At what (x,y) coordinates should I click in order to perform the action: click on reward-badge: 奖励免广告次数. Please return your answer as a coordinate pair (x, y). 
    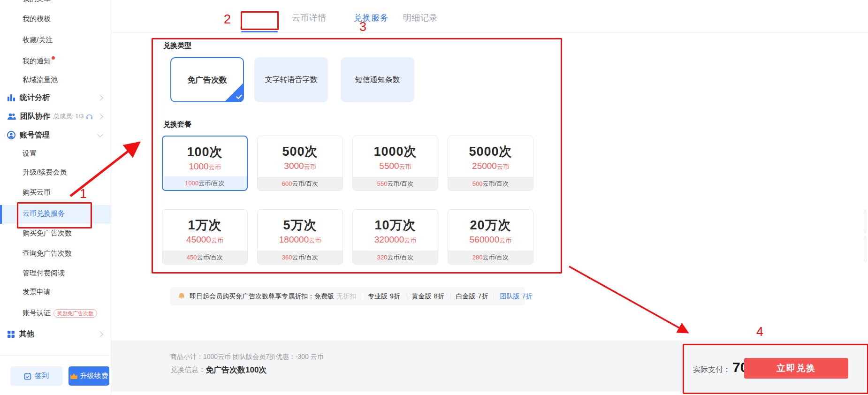
    Looking at the image, I should click on (75, 313).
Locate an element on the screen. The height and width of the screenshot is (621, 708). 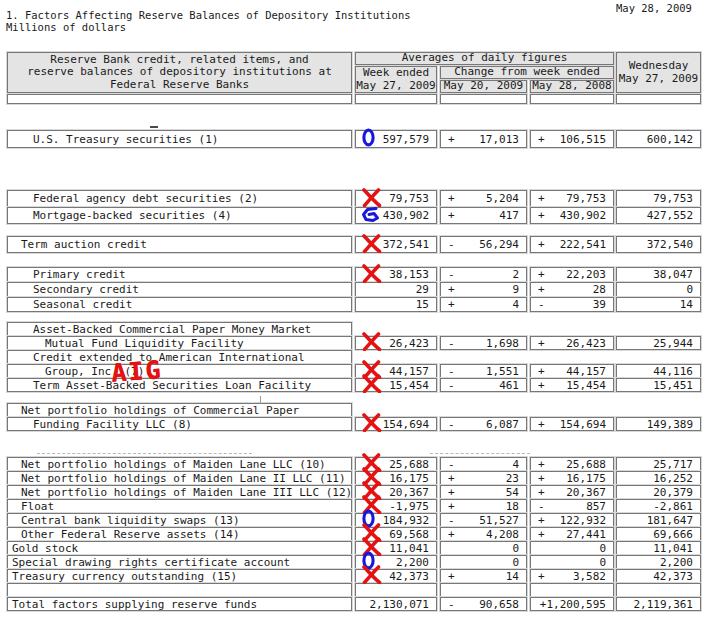
value: 39 is located at coordinates (600, 304).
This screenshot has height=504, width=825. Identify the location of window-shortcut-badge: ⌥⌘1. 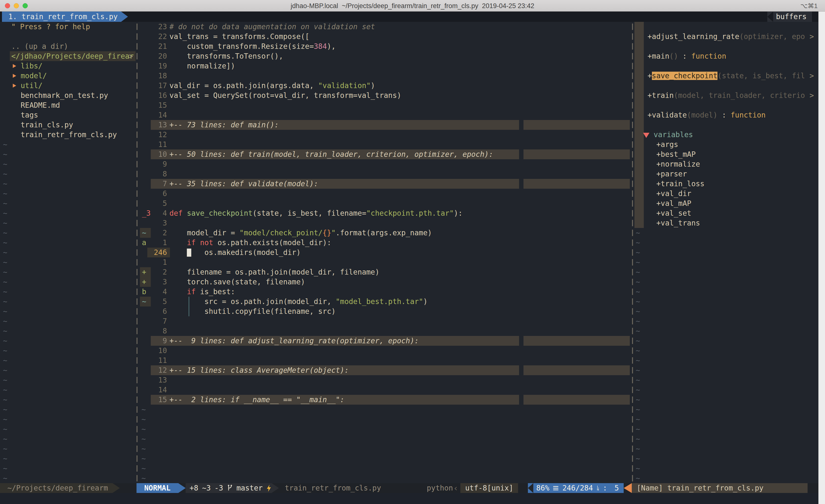
(809, 6).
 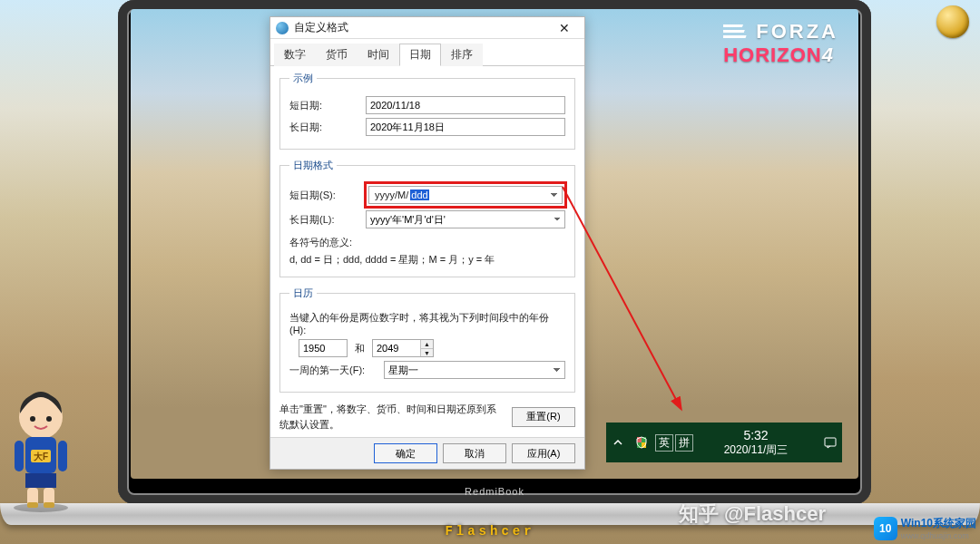 I want to click on short-date-example-value, so click(x=466, y=105).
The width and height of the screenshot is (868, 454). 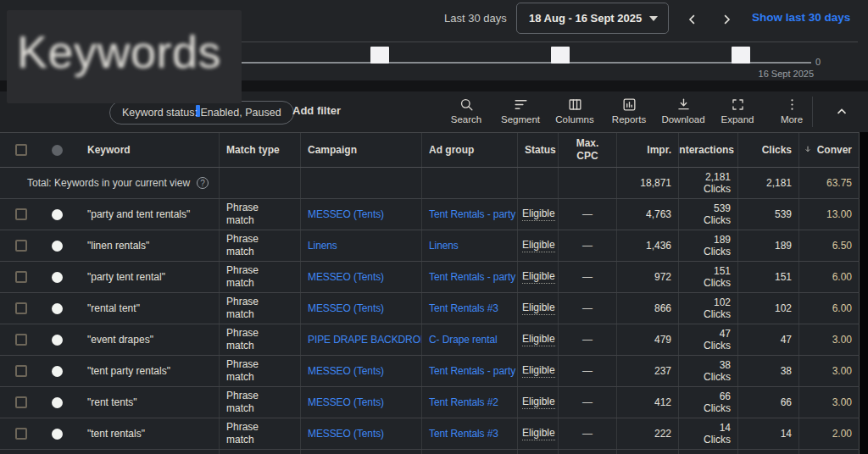 What do you see at coordinates (146, 308) in the screenshot?
I see `keyword-cell: "rental tent"` at bounding box center [146, 308].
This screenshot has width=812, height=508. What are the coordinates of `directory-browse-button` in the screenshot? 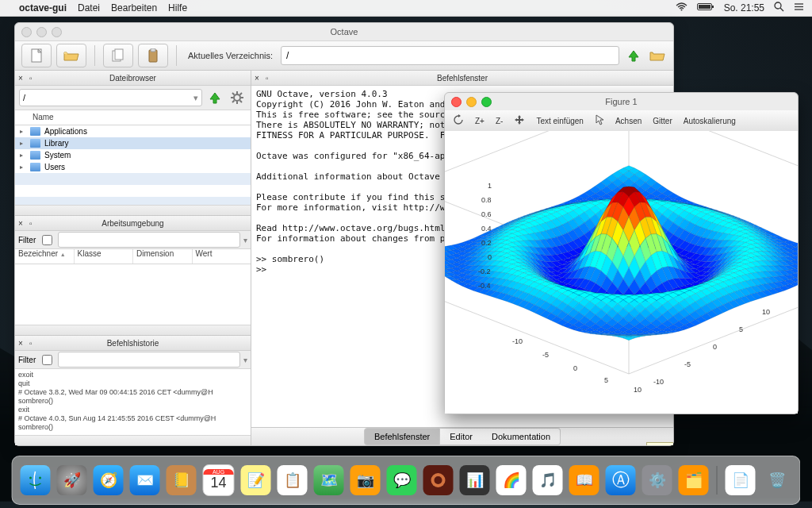 It's located at (657, 56).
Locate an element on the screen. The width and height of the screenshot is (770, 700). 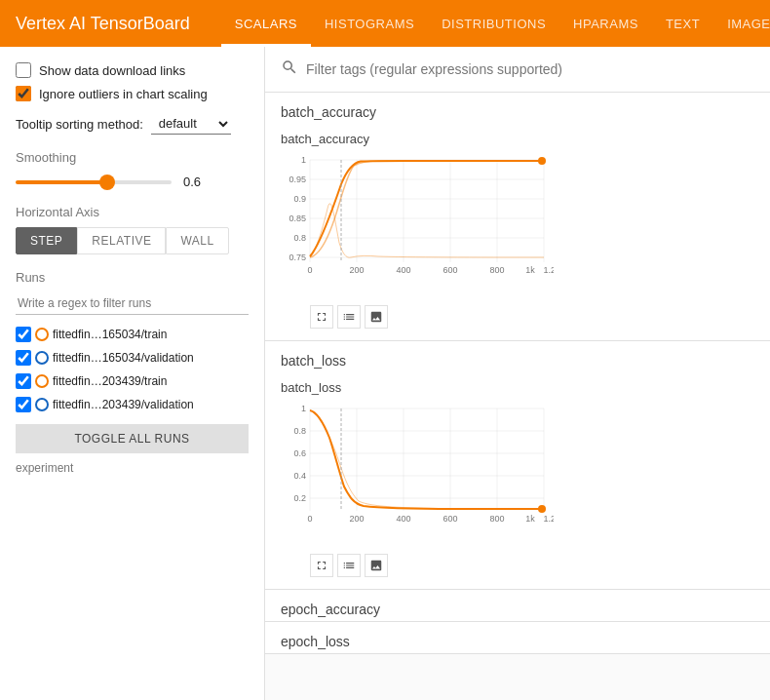
topnav: Vertex AI TensorBoard SCALARS HISTOGRAMS… is located at coordinates (385, 23).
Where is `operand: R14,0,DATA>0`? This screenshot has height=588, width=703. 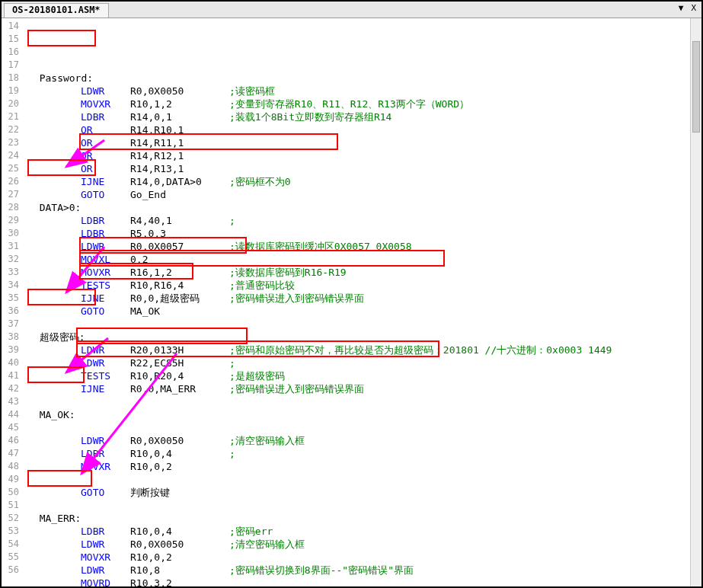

### TASK TO CARRY OUT:
Word for word, reproduce each line from the one with "Locate an element on the screen. The width" through the last line of the material above, both included, and drop the pictures.

### RESULT:
Locate an element on the screen. The width and height of the screenshot is (770, 700). 
topnav: Vertex AI TensorBoard SCALARS HISTOGRAMS… is located at coordinates (385, 23).
Where is `operand: R14,0,DATA>0`? This screenshot has height=588, width=703. 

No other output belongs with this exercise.